Dr. Keith and Corey explore some critical strategies to help support ongoing growth to increasing wholeness in ourselves and in other people: finding a psycho-spiritual framework to help organize our knowledge, experiences, and practices (e.g. Integral metatheory), engaging in change work (psychotherapy, coaching, consulting, etc.), and seeking communities of people who we recognize as more developed than ourselves.
How to Support Vertical Development
by Dr. Keith WittWhat is vertical development?
- On the self, values, interpersonal, moral, psychosocial, and psychosexual lines vertical development is more compassionate understanding in an area plus some behavioral change.
- Someone can progress on other lines, but not necessarily on the above by enhancing skills like gymnastics or dancing. This is horizontal health.
- Someone can appear to progress on another line, but actually stay at their current elevation or regress. For example, someone can appear to progress on the interpersonal line by becoming more adept at social manipulation (two books illustrating this are How to win Friends and Influence People, and Exactly What to Say). If the social manipulation has no component of more compassionate understanding, then it doesn’t constitute vertical development.

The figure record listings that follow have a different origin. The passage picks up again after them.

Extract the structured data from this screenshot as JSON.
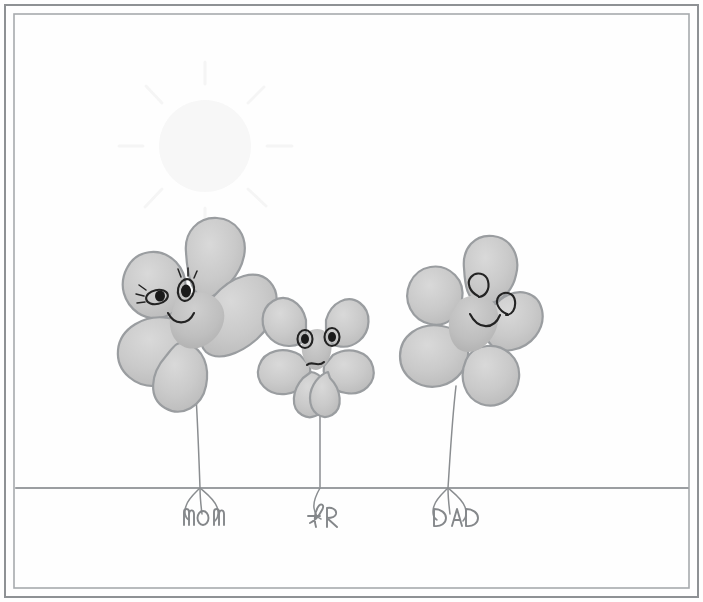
{
  "artwork": {
    "title": "Child's crayon drawing of a clover family",
    "medium": "pencil and colored pencil on paper",
    "background_color": "#fefefe",
    "frame": {
      "style": "double-line rectangular border",
      "outer_color": "#8e9194",
      "inner_color": "#a7aaad"
    },
    "ground": {
      "name": "ground-line",
      "color": "#9b9ea1",
      "y": 488
    },
    "sun": {
      "name": "sun",
      "visible": true,
      "description": "very faint sun with rays, upper left sky",
      "center_x": 205,
      "center_y": 146,
      "radius": 46,
      "color": "#f6f6f6",
      "ray_count": 8
    },
    "figures": [
      {
        "id": "clover-mom",
        "label": "MOM",
        "size": "large",
        "leaf_color": "#cccccc",
        "leaf_shade": "#bcbcbc",
        "outline_color": "#9a9da0",
        "expression": "smiling",
        "eyes": "almond eyes with eyelashes",
        "mouth": "smile",
        "center_x": 188,
        "center_y": 330,
        "stem_bottom_y": 488
      },
      {
        "id": "clover-child",
        "label": "FR",
        "size": "small",
        "leaf_color": "#cccccc",
        "leaf_shade": "#bcbcbc",
        "outline_color": "#9a9da0",
        "expression": "neutral",
        "eyes": "round open eyes",
        "mouth": "slight wavy frown",
        "center_x": 320,
        "center_y": 360,
        "stem_bottom_y": 488
      },
      {
        "id": "clover-dad",
        "label": "DAD",
        "size": "large",
        "leaf_color": "#cccccc",
        "leaf_shade": "#bcbcbc",
        "outline_color": "#9a9da0",
        "expression": "smiling",
        "eyes": "spiral swirl eyes",
        "mouth": "smile",
        "center_x": 468,
        "center_y": 322,
        "stem_bottom_y": 488
      }
    ],
    "labels": [
      {
        "name": "label-mom",
        "text": "MOM",
        "x": 200,
        "y": 518
      },
      {
        "name": "label-child",
        "text": "FR",
        "x": 322,
        "y": 516
      },
      {
        "name": "label-dad",
        "text": "DAD",
        "x": 452,
        "y": 518
      }
    ],
    "colors": {
      "paper": "#fefefe",
      "pencil": "#8a8d90",
      "ink": "#232323",
      "leaf": "#cccccc"
    }
  }
}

- Change work of all sorts—therapy, coaching, or consulting—seeks to enhance compassionate understanding and support positive behavior change.
- Psychoeducation—workshops, systems, developmental frameworks—that teach vertical development while inviting and helping participants to embody the work. Integral and Spiral Dynamics are good examples of teaching stages and inviting changed perspectives and behaviors. Terri O’Fallon’s Stages system suggests that inhabiting gross, subtle, causal, and nondual stages of a particular vMEME leads someone to progress vertically to the next tier.
In any given session, change workers look for confusion, conflict, and yearning and intersubjectively press those points, searching for more compassionate perspectives and adaptive behaviors.
- When there are no resistances or defenses, this is mostly straightforward education.
- In the presence of resistances and defenses—usually the case to some extent—this involves a vast array of psychotherapeutic approaches, Shadow Work, and relational cross validation.
- Even therapies that focus on symptom reduction, like Exposure and Response Prevention (ERP) and assertion training, are designed to support a new sense of a wiser and more agentic self—more compassionate understanding and changed behavior.
In Theravada Buddhism, Right View and Right Conduct are essentially more compassionate understanding and more adaptive behaviors. The six other parts of the 8-fold path, Right Speech, Right Resolve, Right Livelihood, Right Intent, Right Mindfulness, and Right Samadhi can all be subsumed under Right View and Right Conduct.
Cognitive behavioral therapy is essentially reinterpretations of Right View (cognitive) and Right Conduct (behavioral).
Complexity and vertical development
Dynamic systems like individual consciousnesses and relationships are composed of groups of linked parts, capable of chaotic behavior, energized, arranged hierarchically, and not lost in rigidity or chaos. These systems produce repeating fractal patterns of change, that eventually create a new organization that appears simpler but are actually more complex and energy efficient. This results in a phase change to the system, which in people is generally vertical development, often experienced as a form of transcendence.
Change workers go to the fractal interfaces, often marked by yearning, conflict, or confusion, and intersubjectively help generate new fractal patterns until a phase shift occurs and the client shifts into more compassionate understanding and more energy efficient behaviors—which appear simpler but are actually more complex.
Post-issue relationships are highly complex dynamical systems that appear simple and are enormously energy efficient.